To: Vartan who wrote (21558)7/11/1998 11:37:00 AM
From: Big Bucks  Read Replies (3) | Respond to of 70976
 
Vartan,
Those of us that have owned this stock for many, many years have
seen this kind of performance over and over again. This is still
a cyclic, growth industry, with extreme price/business swings in
both directions. At some point demand will outstrip supply and new
products/technologies will kickstart the cycle all over again and
then 300mm technology will be the rage as new fabs are built. I
feel very comfortable expecting a 2x-4x gain in less than 3 years,
demand will be there, progress marches on. It is irrefutable.

Just my opinion,
BB



To: Vartan who wrote (21558)7/11/1998 4:25:00 PM
From: Jacob Snyder  Read Replies (1) | Respond to of 70976
 
Vartan: re: "Where am I wrong?"

You reached an estimate of 158M in profits when revenues are 850M, by assuming that margins would be the same as 3Q97: 186M/1B=19%, so 850M X 0.19=158M. This can't happen. This is a cyclical industry with zero visibility. Fixed costs are probably a higher % of total costs than in almost any other industry. The semi-equips have to guess what the semi industry will want several years in the future, and then spend a lot of money developing them. If industry conditions change, they can't reduce expenses at the same rate as revenues decline, because the money has already been spent or irretrievably committed. And if you do cut expenses, this will seriously hurt your ability to compete when the upturn does happen. Even though the semis aren't buying now, and have cancelled a lot of orders, when they change their minds, they'll want cutting-edge equipment, and they'll want it now. In particular, AMAT has spent more developing 300mm tools than anyone else. Read the posts from a year ago, and this R&D leadership was an important reason the stock reached 54. Today, all the semis have changed their mind about 300mm. AMAT has put 300mm from the front to the back burner, and now it's going back into the freezer. Cooking that meal cost a billion $, and now there is noone to serve it to.

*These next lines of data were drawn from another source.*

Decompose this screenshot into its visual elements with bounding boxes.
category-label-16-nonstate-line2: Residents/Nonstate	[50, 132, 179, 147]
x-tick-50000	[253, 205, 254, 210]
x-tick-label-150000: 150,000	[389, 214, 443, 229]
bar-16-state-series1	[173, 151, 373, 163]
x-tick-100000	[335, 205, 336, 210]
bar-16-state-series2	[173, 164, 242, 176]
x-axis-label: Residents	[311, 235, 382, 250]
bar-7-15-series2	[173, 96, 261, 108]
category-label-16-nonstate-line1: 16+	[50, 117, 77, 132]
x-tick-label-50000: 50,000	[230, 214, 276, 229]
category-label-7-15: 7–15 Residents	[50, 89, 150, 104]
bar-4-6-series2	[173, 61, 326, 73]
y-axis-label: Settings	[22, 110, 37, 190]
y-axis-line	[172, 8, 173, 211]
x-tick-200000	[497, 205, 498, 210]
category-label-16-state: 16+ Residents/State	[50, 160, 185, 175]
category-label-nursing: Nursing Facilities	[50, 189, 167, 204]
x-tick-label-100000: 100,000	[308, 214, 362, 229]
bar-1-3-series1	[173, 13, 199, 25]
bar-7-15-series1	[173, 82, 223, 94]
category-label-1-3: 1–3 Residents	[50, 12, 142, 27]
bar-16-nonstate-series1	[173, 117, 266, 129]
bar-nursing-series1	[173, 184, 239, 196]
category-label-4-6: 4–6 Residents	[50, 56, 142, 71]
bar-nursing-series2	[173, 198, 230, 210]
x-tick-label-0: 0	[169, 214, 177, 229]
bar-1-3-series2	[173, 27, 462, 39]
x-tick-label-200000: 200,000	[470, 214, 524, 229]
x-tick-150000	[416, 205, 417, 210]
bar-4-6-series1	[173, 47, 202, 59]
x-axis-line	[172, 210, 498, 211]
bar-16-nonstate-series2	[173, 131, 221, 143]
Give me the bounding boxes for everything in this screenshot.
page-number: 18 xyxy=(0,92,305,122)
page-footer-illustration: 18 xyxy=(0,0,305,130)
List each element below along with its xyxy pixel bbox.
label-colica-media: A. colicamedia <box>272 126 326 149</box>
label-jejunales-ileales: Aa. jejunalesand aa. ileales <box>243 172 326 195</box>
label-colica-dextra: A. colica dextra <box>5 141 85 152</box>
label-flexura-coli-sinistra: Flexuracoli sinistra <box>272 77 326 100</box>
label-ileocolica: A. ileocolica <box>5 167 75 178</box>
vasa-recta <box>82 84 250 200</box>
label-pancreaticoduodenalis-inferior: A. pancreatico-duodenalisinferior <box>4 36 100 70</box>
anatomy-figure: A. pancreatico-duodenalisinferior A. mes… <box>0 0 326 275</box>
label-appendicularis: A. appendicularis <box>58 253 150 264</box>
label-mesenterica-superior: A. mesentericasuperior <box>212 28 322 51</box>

re: ""Oh, I know, I'll make 200% on it in the next three years". Too far." Actually, I'm much more comfortable making 3-5 year forecasts than 3-12 month forecasts. Long-term, barriers to entry are immense, this industry will never become commoditized, and most of the future growth of the US and global economy is going to flow from the kind of machines AMAT makes. I'm very comfortable predicting that, at the next cycle top, AMAT will make $5/share, and be at a P/S ratio over 4. I expect to make much more than a double. And I'm willing to tolerate the wild ride.




To: Vartan who wrote (21558)7/11/1998 6:51:00 PM
From: Dave Kahn  Read Replies (1) | Respond to of 70976
 
vartan - You're division is impeccable. But like any company, amat has fixed costs that are unrelated to revenues, or that can _only_ be reduced with great cost and effort when revenues are expected to decline. If profits were a fixed percentage of revenues, reliably under adversely changing circumstances, we'd all get consistent returns on OUR investments, true? We don't.